Gary Gensler, the head of the SEC, has warned that AIs will “run amok” and crash the market.
That’s the least of our worries.
The premise of Gensler’s warning is that there’s only a finite amount of data and developers qualified to run the complex AIs necessary for trading. This could lead to the AIs thinking the same things and doing them at the same time, like selling a particular stock and starting a series of actions leading to an overall market crash.
He’s right, up to a point. Regulators should do their best to ensure that AIs can’t pile onto one another in such a way, as well as require their owners to have enough capital to fill any margin shortfalls that their zealous AIs might create.
But the real risk is that AIs do things exactly as planned.
Markets exist because people possess imperfect information. Outsiders don’t know everything that’s going on inside a company, and company leadership doesn’t always know, either. External circumstances can seem unpredictably varied to everyone. Conclusions can be wrong. Questions can remain unanswered or unasked.
Markets also exist because people have different intentions that are opaque. Build capital over time or make short-term profits. Hedge future costs. Bet on disruptions.

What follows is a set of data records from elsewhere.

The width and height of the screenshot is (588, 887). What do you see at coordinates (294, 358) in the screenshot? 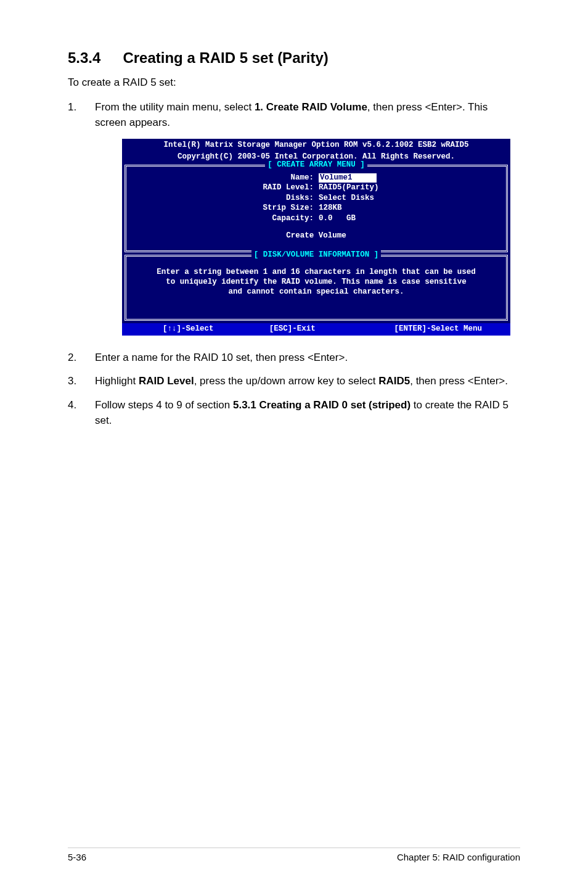
I see `step-2: 2. Enter a name for the RAID 10 set, the…` at bounding box center [294, 358].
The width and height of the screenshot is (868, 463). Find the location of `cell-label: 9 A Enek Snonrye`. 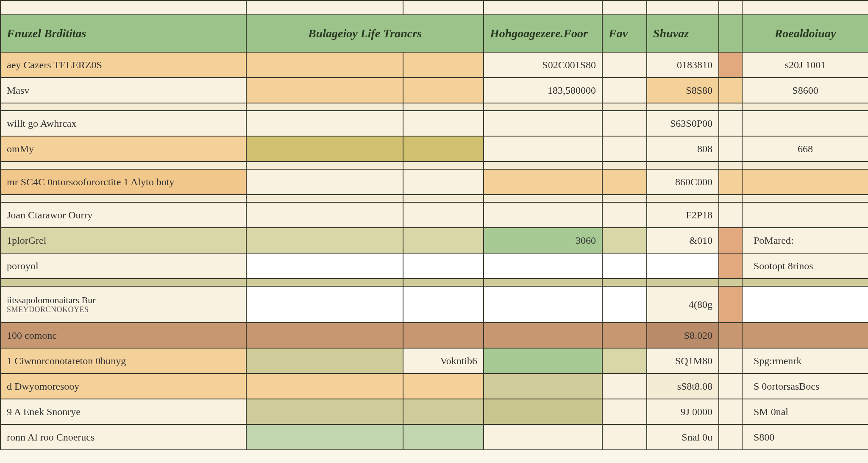

cell-label: 9 A Enek Snonrye is located at coordinates (123, 412).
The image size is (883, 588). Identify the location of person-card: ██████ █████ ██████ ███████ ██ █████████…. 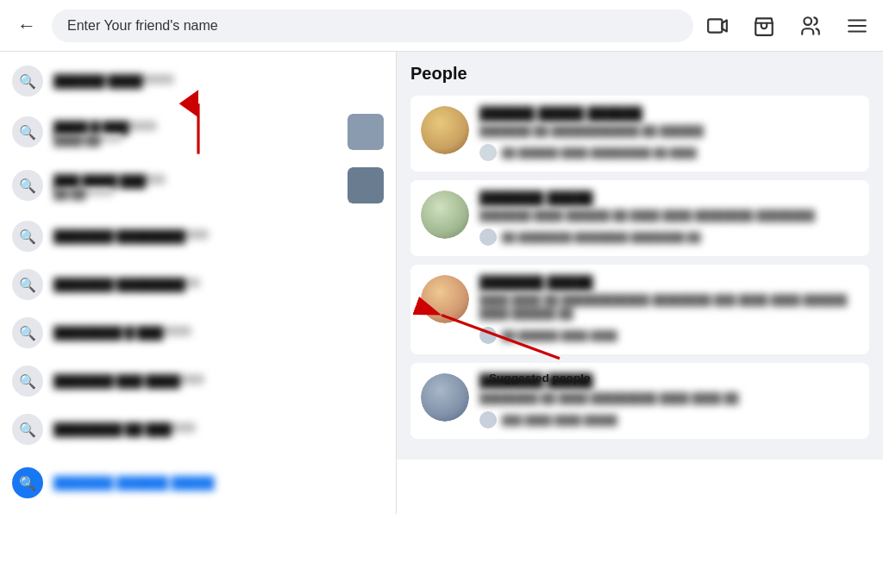
(640, 134).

None of these attributes will survive the arrival of super-intelligent AI.
The deltas of imperfect knowledge will get smaller and smaller as AIs can gather and process more data. Opinions on future performance will get less like informed guesstimates and more like foregone conclusions. Prices won’t fluctuate as widely or as often as they do now as similarly knowledgable and smart AIs keep one another in line.

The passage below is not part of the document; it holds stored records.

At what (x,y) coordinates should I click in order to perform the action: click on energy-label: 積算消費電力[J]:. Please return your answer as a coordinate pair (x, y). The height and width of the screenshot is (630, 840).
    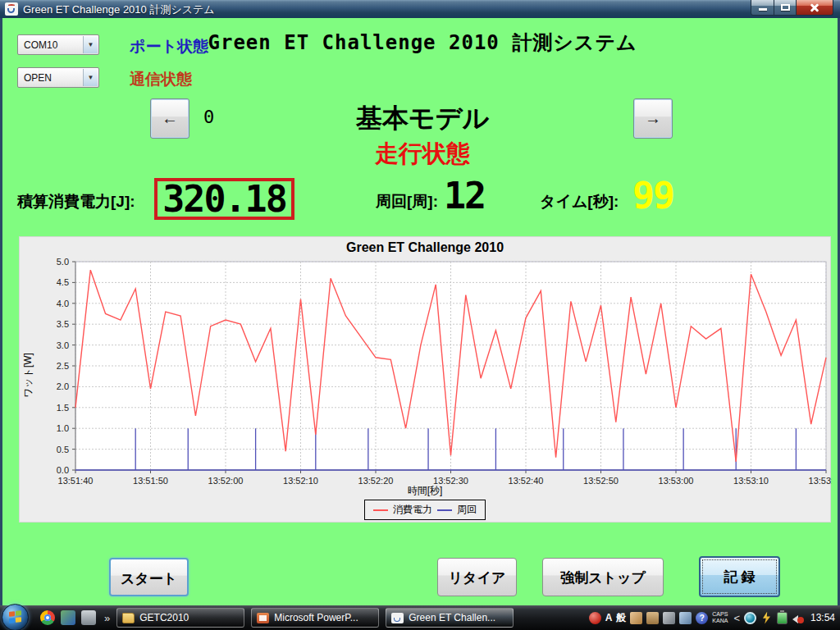
    Looking at the image, I should click on (76, 202).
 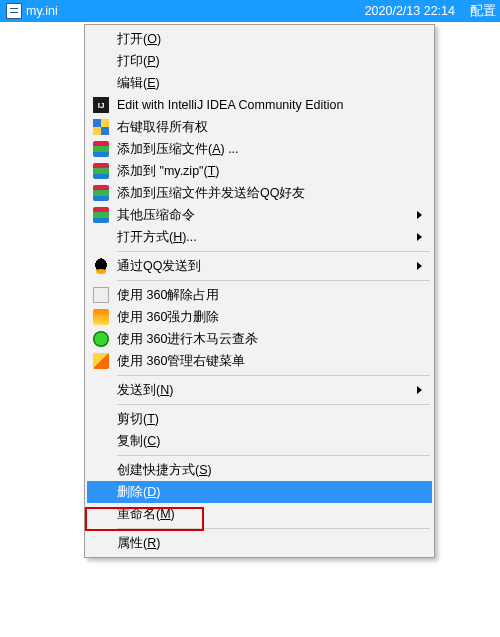 What do you see at coordinates (168, 318) in the screenshot?
I see `label: 使用 360强力删除` at bounding box center [168, 318].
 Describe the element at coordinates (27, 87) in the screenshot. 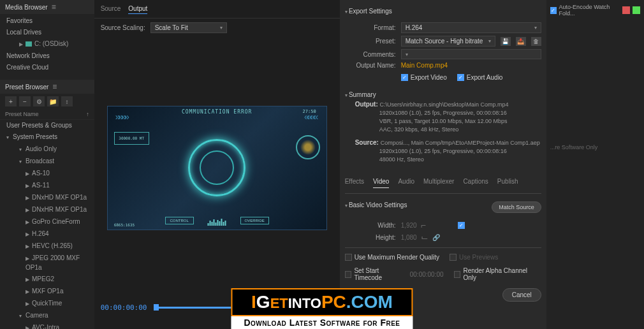

I see `preset-browser-title: Preset Browser` at that location.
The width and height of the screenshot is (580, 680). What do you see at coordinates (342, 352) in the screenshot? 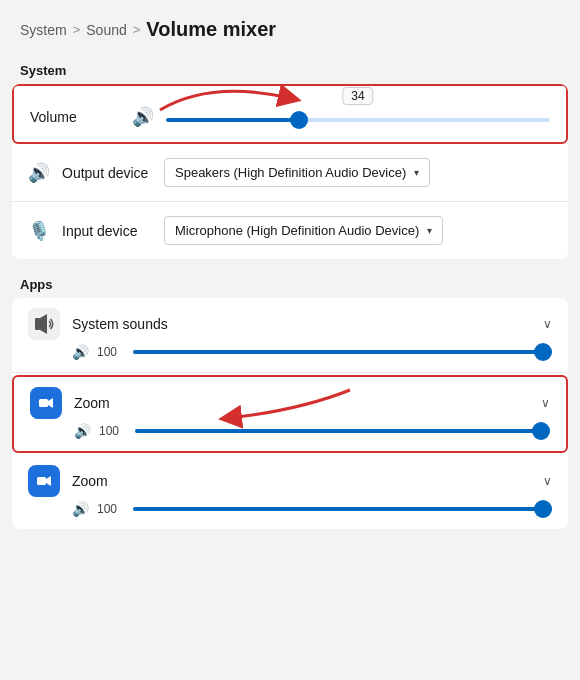
I see `system-sounds-slider` at bounding box center [342, 352].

So, I’m not overly worried about robots deciding to sell a stock at the same time. Human beings do it all the time. At least AIs might be expected to do it for better reasons, as well as react to such actions more sensibly.
What’s far more likely is that AIs equipped with perfect knowledge (or it’s corollary, near-perfect big data analyses) will leave us with few divergent views to drive pricing or trades. Markets will become transparent transaction platforms, nothing more.
That would be crash from which they’ll never recover.